A young woman, superbly portrayed by Luisa Williams (Chacun Son Cinéma), arrives in an American city and is picked up by a man who takes her to a hotel. She is soon visited by three men, who prepare her to be a suicide bomber. The remainder of the film deals with the woman's quest.
Describing the plot, however, is grossly insufficient. "Day Night Day Night" is an extremely slow movie, and that slowness is a huge part of the point. The camera lingers on the woman as she clips her toenails, washes her clothing in the hotel sink, or shaves her armpits. At other points, the filmmakers elevate certain sounds, especially the sounds of the woman's eating and of ambient conversations. It certainly would be possible to fast-forward through some of these spots without losing any sense of what happens, but to do so would be, I believe, to miss the point.

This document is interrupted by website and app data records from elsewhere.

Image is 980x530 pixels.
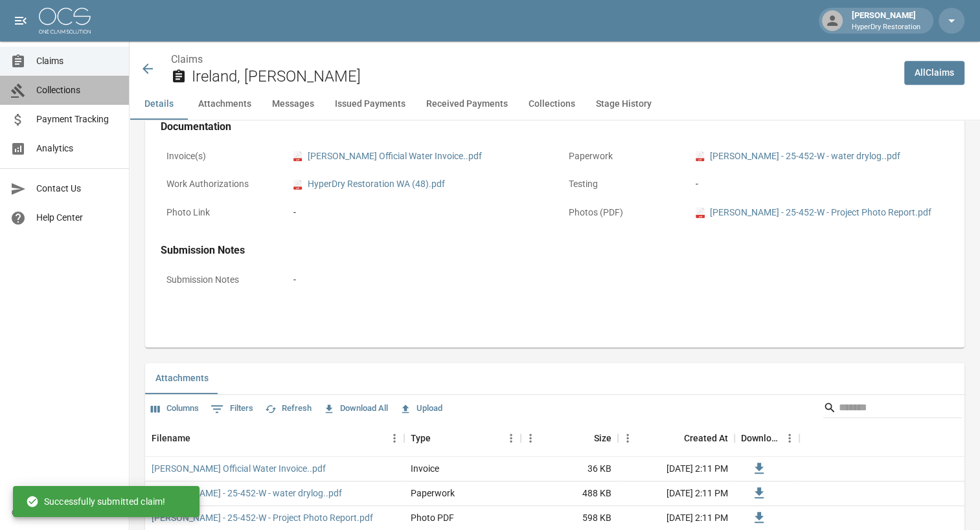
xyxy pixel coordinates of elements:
div: Created At [618,421,734,456]
h4: Submission Notes [161,244,949,257]
div: 36 KB [521,457,618,481]
a: [PERSON_NAME] - 25-452-W - Project Photo Report.pdf [151,511,373,524]
button: Menu [521,429,540,448]
p: Invoice(s) [161,144,277,169]
a: Claims [171,53,203,65]
button: Show filters [208,399,256,420]
button: Upload [396,399,446,419]
div: Successfully submitted claim! [26,490,166,513]
button: Menu [384,429,404,448]
div: [DATE] 2:11 PM [618,481,734,507]
div: - [294,206,296,220]
button: Messages [262,89,324,120]
div: Paperwork [411,487,454,500]
div: Search [823,397,962,421]
div: © 2025 One Claim Solution [11,507,117,519]
a: pdfHyperDry Restoration WA (48).pdf [294,178,445,191]
span: Payment Tracking [36,113,119,126]
span: Help Center [36,211,119,224]
button: Received Payments [416,89,518,120]
div: Type [411,421,431,456]
div: - [294,273,296,287]
div: Filename [145,421,404,456]
a: [PERSON_NAME] - 25-452-W - water drylog..pdf [151,487,342,500]
nav: breadcrumb [171,51,894,67]
button: Select columns [148,399,202,419]
div: Download [741,421,780,456]
div: related-list tabs [145,364,964,394]
p: HyperDry Restoration [852,22,920,33]
div: Invoice [411,463,440,475]
div: [DATE] 2:11 PM [618,457,734,481]
div: Type [404,421,521,456]
h4: Documentation [161,121,949,134]
p: Paperwork [563,144,680,169]
span: Claims [36,54,119,68]
button: Menu [780,429,800,448]
div: Download [734,421,800,456]
button: Details [130,89,188,120]
div: anchor tabs [130,89,980,120]
div: - [696,178,944,191]
p: Submission Notes [161,267,277,293]
span: Analytics [36,142,119,155]
button: Menu [618,429,638,448]
a: [PERSON_NAME] Official Water Invoice..pdf [151,463,325,475]
button: Attachments [145,364,219,394]
span: Contact Us [36,182,119,195]
h2: Ireland, [PERSON_NAME] [192,67,894,86]
button: Refresh [262,399,315,419]
div: Size [594,421,612,456]
a: pdf[PERSON_NAME] - 25-452-W - Project Photo Report.pdf [696,206,931,220]
a: pdf[PERSON_NAME] Official Water Invoice..pdf [294,150,482,164]
div: Photo PDF [411,511,454,524]
div: [PERSON_NAME] [846,9,926,33]
div: 488 KB [521,481,618,507]
button: Issued Payments [324,89,416,120]
p: Photo Link [161,200,277,225]
img: ocs-logo-white-transparent.png [39,7,91,34]
button: Stage History [585,89,662,120]
button: Collections [518,89,585,120]
div: Filename [151,421,191,456]
button: Attachments [188,89,262,120]
button: Download All [320,399,391,419]
p: Photos (PDF) [563,200,680,225]
div: Created At [684,421,728,456]
div: Size [521,421,618,456]
button: Menu [501,429,521,448]
span: Collections [36,83,119,97]
a: AllClaims [904,61,964,85]
a: pdf[PERSON_NAME] - 25-452-W - water drylog..pdf [696,150,901,164]
p: Work Authorizations [161,172,277,197]
p: Testing [563,172,680,197]
button: open drawer [7,7,34,34]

That point, as I understand it, is that the woman is human. Yes, she is planning a murderous act, but she is also human. Her target, we know, is an American city, but we do not know why. As she prepares for her attack, she does the thoroughly normal things that we all do. She bathes, turns on lights in her hotel room, and performs other mundane tasks. She is, it seems, the antithesis of Robert DeNiro's Travis Bickle (from Taxi Driver). And yet she seems so calmly prepared for her mission. (Here, comparisons to Camus's Mersault in The Stranger are apt.) It is the utter calmness (and the civility she and her trainers show) that are the point.
Finally, I would be remiss were I to allow Luisa Williams's performance to pass without further comment. There are almost no characters other than the woman who have both lines and their faces on screen. That leaves Williams to carry the film. Her job is further complicated by the fact that she has very few lines for someone who is onscreen for almost every minute of the film. Those lines that she does have are banal. There's no "Make my day" or even "Rosebud" here. Nobody is going to quote lines from this movie. Nonetheless, Williams delivers an astonishingly powerful performance, expressing volumes without speaking. Her understated performance alone earns this movie a fifth star from me.
4 out of 5 people found this helpful.